Arlington wrote:This thread proposes to discuss the age-old Orange Line vs Haverhill Line turf fight in light of the T's apparent new-found love of DMUs.
I know that we've covered elsewhere how Melrose's grade crossings and mode snobs thwarted the Orange Line's ambitions to reach out to Reading and Rt 128. We've also covered how, if we'd known that 40 years ago, the OL would not have been built as a 3-track operation. And we've watched the transit rails rot in place as they pass through stations like Wellington, while the Haverhill line is constrained on a single track, and CR growth beyond N. Wilmington pretty much has to get to/from North Station via the Lowell Line.
And we've watched that uneasy stalemate for 30 years now: OL has more infrastructure than it will ever need, Haverhill has less than it deserves because too many decisions were cast in concrete and kept there by an FRA that wouldn't let heavy rail and transit easily intermix.
So far, its always been concluded that it is (nearly) too expensive to change the OL to favor the CR, and CR ridership doesn't merit taking back a track.
Do DMU's change that?
What if the whole CR operation south of North Wilmington were converted to DMU? (with CR being redirected to the Lowell Line).
Could the grade-connections be severed and the railhead height be tweaked to allow DMUs to serve the unused OL platforms as their own?
Or is the real DMU on the Orange line just more Orange Line EMUs, and actually using the 3rd track for something?
Or does the population between North Station Reading just not need any more transit?
sery2831 wrote:Both Commuter Rail bids proposals have sections on DMU operations and maintenance. So the T is serious about acquiring them at some point in the next 8 years.
jaymac wrote:DMUs will be an additional capital -- not to mention maintenance -- expenditure for equipment that is not compatible system-wide.
Finch wrote:jaymac wrote:DMUs will be an additional capital -- not to mention maintenance -- expenditure for equipment that is not compatible system-wide.
Interesting points jaymac. Just curious, what do you mean by "not compatible system-wide?" I mean, the promise of FRA-compliant DMU's is that they can be run more widely and intermixed with conventional traffic. And I'd think they could be built within the required clearance envelope to fit everywhere the commuter rail runs. Are you referring to platform heights or something like that?
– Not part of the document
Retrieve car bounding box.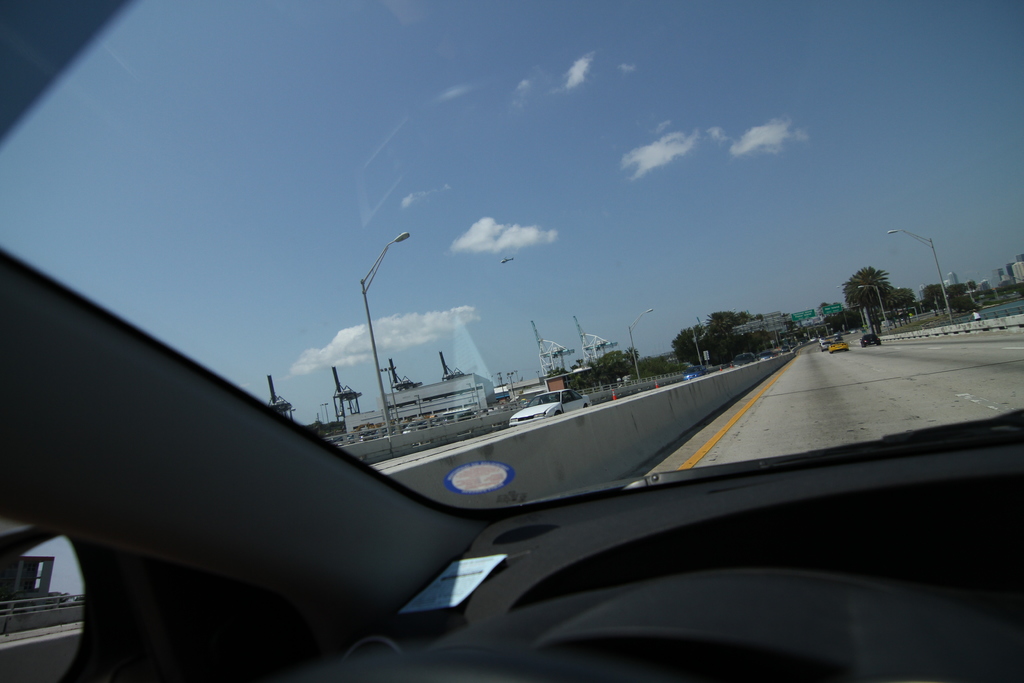
Bounding box: pyautogui.locateOnScreen(758, 352, 778, 359).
Finch wrote:jaymac wrote:DMUs will be an additional capital -- not to mention maintenance -- expenditure for equipment that is not compatible system-wide.
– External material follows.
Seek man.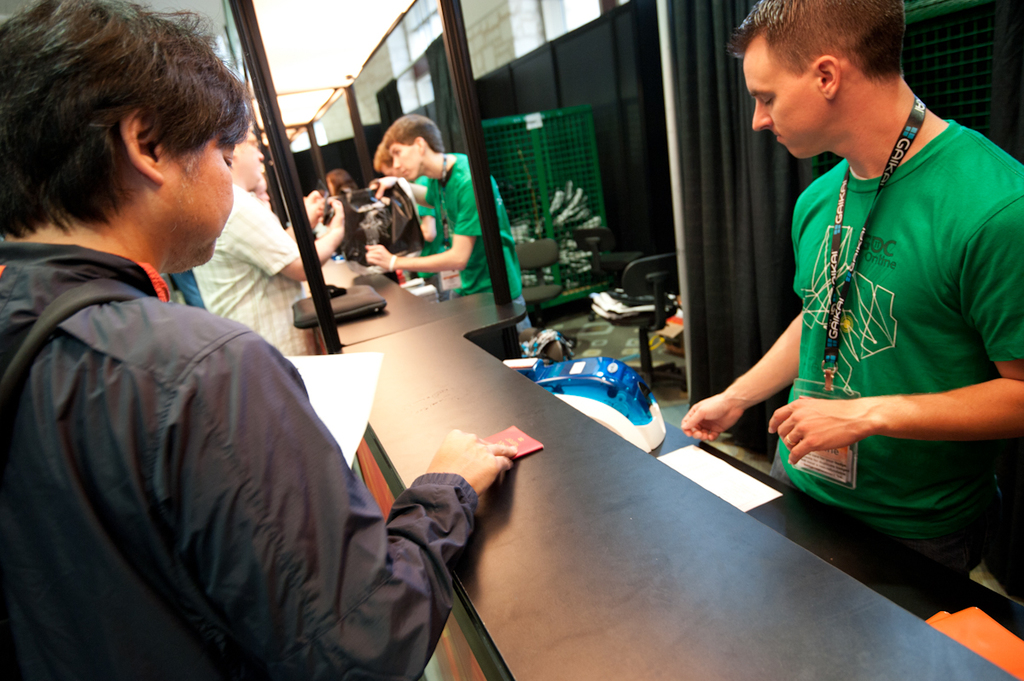
364/114/535/340.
Interesting points jaymac. Just curious, what do you mean by "not compatible system-wide?" I mean, the promise of FRA-compliant DMU's is that they can be run more widely and intermixed with conventional traffic. And I'd think they could be built within the required clearance envelope to fit everywhere the commuter rail runs. Are you referring to platform heights or something like that?
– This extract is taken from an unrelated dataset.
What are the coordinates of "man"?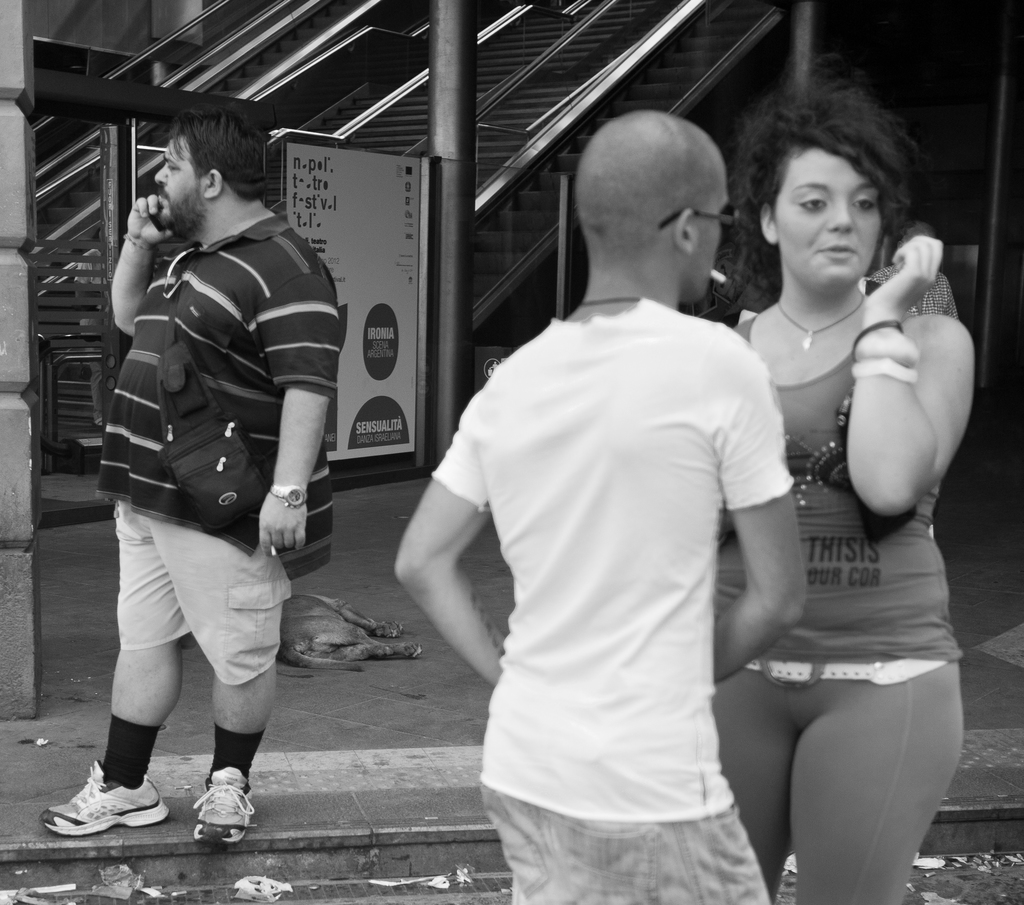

jaymac wrote:For runs that might have DMUs, how many spare DMUs will be available for protection? Will protection DMUs be standard-consist compatible so they can serve as replacement coaches for standard-equipment runs? It's been a good length of time since I've seen any utilization charts, but one of the selling points to B&M and advertising points to other possible Budd customers was the ability of one set of equipment to cover multiple runs on different routes, aided in no small part by the time-savings of push-pull operation.